A few weeks ago my group had a go at Gumshoe -- why do they capitalise it? Is it an acronym? Are they shouting? -- with The Esoterrorists and in the past few days Doctor Bargle has been thinking about alternative skill systems for Advanced Fighting Fantasy. As is the way with these things some cross-fertilisation occurred in my addled mind and I started to wonder how a Gumshoe -- I'm not doing it -- type system would work with AFF.
The first edition of AFF has a skill system that could be considered a little bit broken. In the basic game a character has a SKILL -- okay, I'm a hypocrite, what of it? -- score that is used to determine if she could jump a crevasse, climb a wall, or hit an ORC; for general use 2d6 is rolled and a success is a result that is equal to or less than the character's SKILL, while in combat the roll is added to the score to generate an Attack Strength -- italicised but not capitalised, because I don't know why -- that is compared with that of the opponent. Simple.
In AFF special skills are introduced. If a character wants to be better at jumping her player can spend points and add those to the character's SKILL score to get a new value, so Alice of Zengis may have a SKILL of 9 and spend two points to get Jump 11. Fair enough, except the number of points available to spend is equal to the character's SKILL score, so someone who has a good score gets more points than someone who doesn't and their skills will all be better too, in a spectacular cascading clusterfudge of wonky maths.
Oops.
In Graham Bottley's second edition of AFF starting SKILL is not random and does not affect the availability of skill points, the same number of which are available to every character. This is all much more sensible and doesn't need fixing, but I will propose an alternative anyway.
There are many versions of Gumshoe -- stop it -- but in general active skill -- something like jumping, climbing, or fighting -- use succeeds on a d6 roll above a number determined by the gamemaster; skill points are spent before rolling to reduce the target number -- or add to the roll; I'm not sure which and I'm not sure it matters -- to increase chances of success. If the difficulty is 4+ a player can spend three points for an automatic success, for example.
Let us now put AFF in one Brundle pod and Gumshoe in another and observe the results. Open your copybook now.
In this misbegotten hybrid of two games systems that were doing quite well enough without my tinkering Alice of Zengis would have a SKILL of 9 and Jump of 2 as before, but that latter value represents not a constant bonus as it does in AFF but rather a number of points that can be spent to influence a jumping roll. In other words, Alice could spend two points to give her an effective SKILL of 11 for one jump or one point for a SKILL of 10 on two different occasions; once out of points Alice would have to rely on her raw ability for all her leaping needs.
The pool of eight or so skill points given in AFF2 is a bit stingy in this context so I would perhaps allow sixteen to twenty points to be allocated during character generation. Spent skill points would be restored at the end of the adventure -- however that is defined -- just as LUCK is in AFF2.
I have a suspicion that this is an elaborate fix for a problem that doesn't exist -- a charge I've often laid at the Gumshoe system, as it happens -- and it seems a bit of a mean-spirited limitation, or "nerfing" as the Colonials would have it. I also have no idea how or if it would work in play as I haven't played AFF this century but it was buzzing around in my head, clamouring for release, so there it is.
Interesting. Might give this a test drive at some point. Indeed, I'm running a game with AFF rules in a couple of weeks, so maybe I'll drop this on the players unannounced.
ReplyDeleteOn the matter of fixing what isn't broken, it must be infinitesimally FUBARed at least - otherwise you probably wouldn't have had the inclination to fix it. Even if it's only apparently broken for me and you, that's broken enough to warrant spending a moment considering it.
Or maybe it's just highlighting we both have a problem. Who knows?
Well, the horror that is the AFF1 skill system is most definitely broken. AFF2 fixes it so I suppose you could consider this an alternative approach.
DeleteIf you do try it, please let me know how you get on.
This would of course make characters less competent, especially in combat. Having 5 points in your Swords skill would mean that you could be brilliant at one hit, and then no better than someone with Swords of 0 for the rest of the session.
ReplyDeleteThat is to say it could certainly work, but it might be better to refresh the points each game day, or split into combat and non-combat etc.
That is true, and deliberate to an extent as I've never been fond of the superheroes of AFF1.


### What the exercise asks
Every record below is to be repeated exactly, with the pictures left out.

──────── Recorded data ────────

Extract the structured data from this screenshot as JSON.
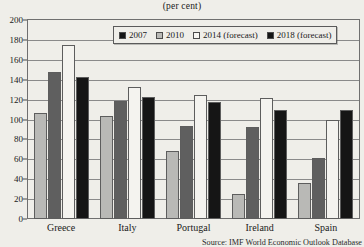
{
  "chart_data": {
    "type": "bar",
    "title": "(per cent)",
    "xlabel": "",
    "ylabel": "",
    "ylim": [
      0,
      200
    ],
    "ytick_step": 20,
    "yticks": [
      "0",
      "20",
      "40",
      "60",
      "80",
      "100",
      "120",
      "140",
      "160",
      "180",
      "200"
    ],
    "grid": true,
    "legend_position": "top-center",
    "categories": [
      "Greece",
      "Italy",
      "Portugal",
      "Ireland",
      "Spain"
    ],
    "series": [
      {
        "name": "2007",
        "color": "#151515",
        "values": [
          107,
          104,
          68,
          25,
          36
        ]
      },
      {
        "name": "2010",
        "color": "#b9b9b6",
        "values": [
          148,
          119,
          93,
          92,
          61
        ]
      },
      {
        "name": "2014 (forecast)",
        "color": "#f7f6f2",
        "values": [
          175,
          133,
          125,
          122,
          100
        ]
      },
      {
        "name": "2018 (forecast)",
        "color": "#151515",
        "values": [
          143,
          123,
          118,
          110,
          110
        ]
      }
    ],
    "source": "Source: IMF World Economic Outlook Database"
  },
  "legend": {
    "entries": [
      "2007",
      "2010",
      "2014 (forecast)",
      "2018 (forecast)"
    ]
  }
}
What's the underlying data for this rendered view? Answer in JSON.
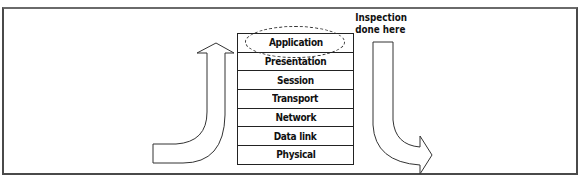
{
  "diagram": {
    "type": "osi-model-inspection",
    "layers": [
      {
        "name": "Application",
        "highlighted": true
      },
      {
        "name": "Presentation",
        "highlighted": false
      },
      {
        "name": "Session",
        "highlighted": false
      },
      {
        "name": "Transport",
        "highlighted": false
      },
      {
        "name": "Network",
        "highlighted": false
      },
      {
        "name": "Data link",
        "highlighted": false
      },
      {
        "name": "Physical",
        "highlighted": false
      }
    ],
    "annotation": {
      "line1": "Inspection",
      "line2": "done here"
    },
    "arrows": [
      {
        "name": "up-arrow",
        "direction": "up",
        "position": "left of stack"
      },
      {
        "name": "down-arrow",
        "direction": "down-then-right",
        "position": "right of stack"
      }
    ],
    "colors": {
      "line": "#222222",
      "frame": "#4a4a4a",
      "background": "#ffffff"
    }
  }
}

────────

### Task result
Extract the structured data from this screenshot as JSON.
{
  "chart_data": {
    "type": "bar",
    "title": "(per cent)",
    "xlabel": "",
    "ylabel": "",
    "ylim": [
      0,
      200
    ],
    "ytick_step": 20,
    "yticks": [
      "0",
      "20",
      "40",
      "60",
      "80",
      "100",
      "120",
      "140",
      "160",
      "180",
      "200"
    ],
    "grid": true,
    "legend_position": "top-center",
    "categories": [
      "Greece",
      "Italy",
      "Portugal",
      "Ireland",
      "Spain"
    ],
    "series": [
      {
        "name": "2007",
        "color": "#151515",
        "values": [
          107,
          104,
          68,
          25,
          36
        ]
      },
      {
        "name": "2010",
        "color": "#b9b9b6",
        "values": [
          148,
          119,
          93,
          92,
          61
        ]
      },
      {
        "name": "2014 (forecast)",
        "color": "#f7f6f2",
        "values": [
          175,
          133,
          125,
          122,
          100
        ]
      },
      {
        "name": "2018 (forecast)",
        "color": "#151515",
        "values": [
          143,
          123,
          118,
          110,
          110
        ]
      }
    ],
    "source": "Source: IMF World Economic Outlook Database"
  },
  "legend": {
    "entries": [
      "2007",
      "2010",
      "2014 (forecast)",
      "2018 (forecast)"
    ]
  }
}
What's the underlying data for this rendered view? Answer in JSON.
{
  "diagram": {
    "type": "osi-model-inspection",
    "layers": [
      {
        "name": "Application",
        "highlighted": true
      },
      {
        "name": "Presentation",
        "highlighted": false
      },
      {
        "name": "Session",
        "highlighted": false
      },
      {
        "name": "Transport",
        "highlighted": false
      },
      {
        "name": "Network",
        "highlighted": false
      },
      {
        "name": "Data link",
        "highlighted": false
      },
      {
        "name": "Physical",
        "highlighted": false
      }
    ],
    "annotation": {
      "line1": "Inspection",
      "line2": "done here"
    },
    "arrows": [
      {
        "name": "up-arrow",
        "direction": "up",
        "position": "left of stack"
      },
      {
        "name": "down-arrow",
        "direction": "down-then-right",
        "position": "right of stack"
      }
    ],
    "colors": {
      "line": "#222222",
      "frame": "#4a4a4a",
      "background": "#ffffff"
    }
  }
}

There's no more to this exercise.